One evening, before we were parents, my wife and I were invited to an old friend's house for dinner. We hadn't seen her in years, nor met her husband or child, who was at the time about 12 months old. Jennifer must have been pregnant at the time, but it was still new enough that we hadn't yet turned our attentions to our future as parents in any meaningful way.
There was a bowl full of decorative wooden balls on the coffee table. At one point the baby purposefully dumped the balls onto the floor. To our shock, her parents didn't attempt to correct her obvious misbehavior, but rather seemed to find it cute, especially as she began to put the balls back into the bowl again, one by one. When the bowl was full, she then dumped it again. She repeated the process of dumping then refilling that bowl over and over and over for what seemed like a half hour. On the way home that evening, my wife and I agreed that the poor child was cute, but clearly no Einstein.
Of course, today I would have been impressed by the capacity for a child that young to focus on a single self-selected task for such a long time, noting her fine motor skills and emerging mathematical mind.
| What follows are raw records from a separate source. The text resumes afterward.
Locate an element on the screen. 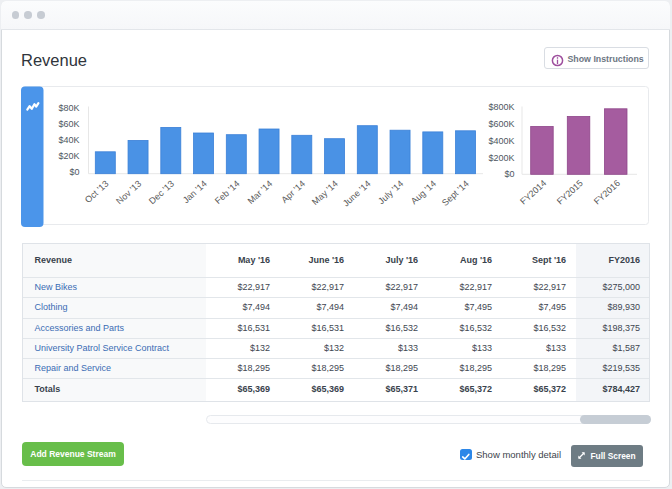 The height and width of the screenshot is (489, 672). svg-text: $400K is located at coordinates (501, 141).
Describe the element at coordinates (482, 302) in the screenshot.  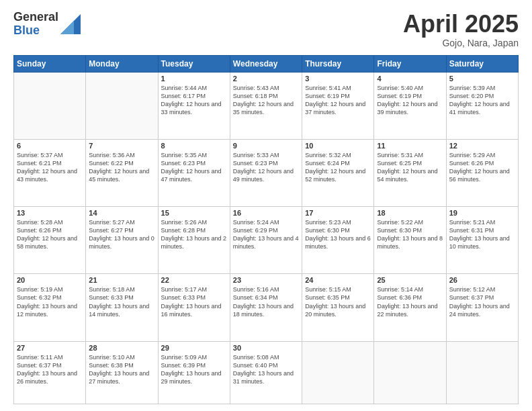
I see `day-info: Sunrise: 5:12 AM Sunset: 6:37 PM Dayligh…` at that location.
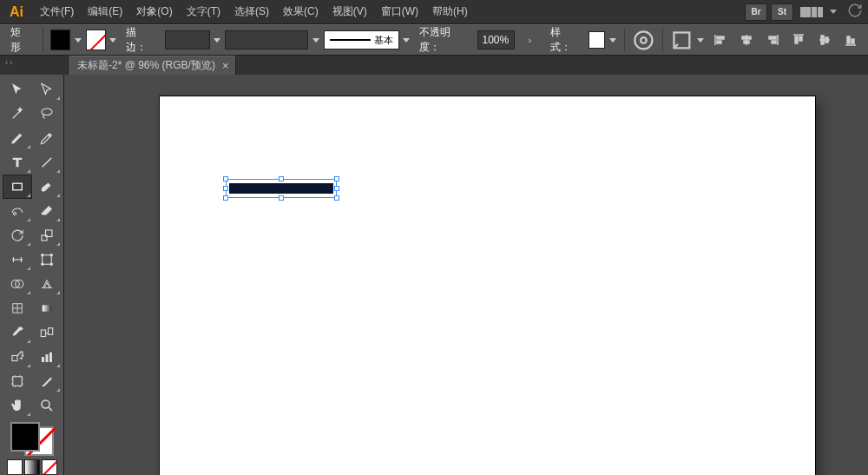  Describe the element at coordinates (153, 65) in the screenshot. I see `document-tab: 未标题-2* @ 96% (RGB/预览) ×` at that location.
And while this girl has grown into a brilliant and accomplished young woman, it's quite clear that I have also grown quite a bit in my own right.
As Mister Rogers reminds us, "Parents don't come full bloom at the birth of their first baby. In fact, parenting is about growing. It's about our own growing as much as our children's growing, and that kind of growing happens little by little." From my perch as the teacher in a cooperative preschool where the parents of the children attend school right alongside them, I am regularly as inspired by the little by little growth of the parents as I am that of their kids. Every year I meet dozens of first time parents, intelligent, successful adults, yet anxious in their inexperience, recently embarked upon a strange and fraught journey. They may not know it yet, but they will learn at least as much as their child over the next couple decades, a process of growth that will teach them to be better, more complete humans. I'm proud that I get to be a part of that and just as I often try to envision the sort of big kid these toddlers will grow into, I do the same with their parents, imagining them as they will be two or three years from now.
Perhaps the most important thing I hope for every new parent is that they learn not to rush either their child or themselves. In hindsight, it will appear to have happened too fast, but in the here and now, growth happens little by little, balls being dumped from a bowl over and over and over. You don't really have to know what you're doing any more than your child does, but, like them, you must only pay attention, keep them safe enough, and love them. That's the soil, sun, and water of human growth.
Mister Rogers again: "It's tempting to think "a little" isn't significant and that only "a lot" matters. But most things that are important in life start very small and change very slowly and they don't come with fanfare and bright lights." One day, they will be brilliant, accomplished young adults, but today they are dumping balls, not even knowing why, yet growing little by little nevertheless. And so are you.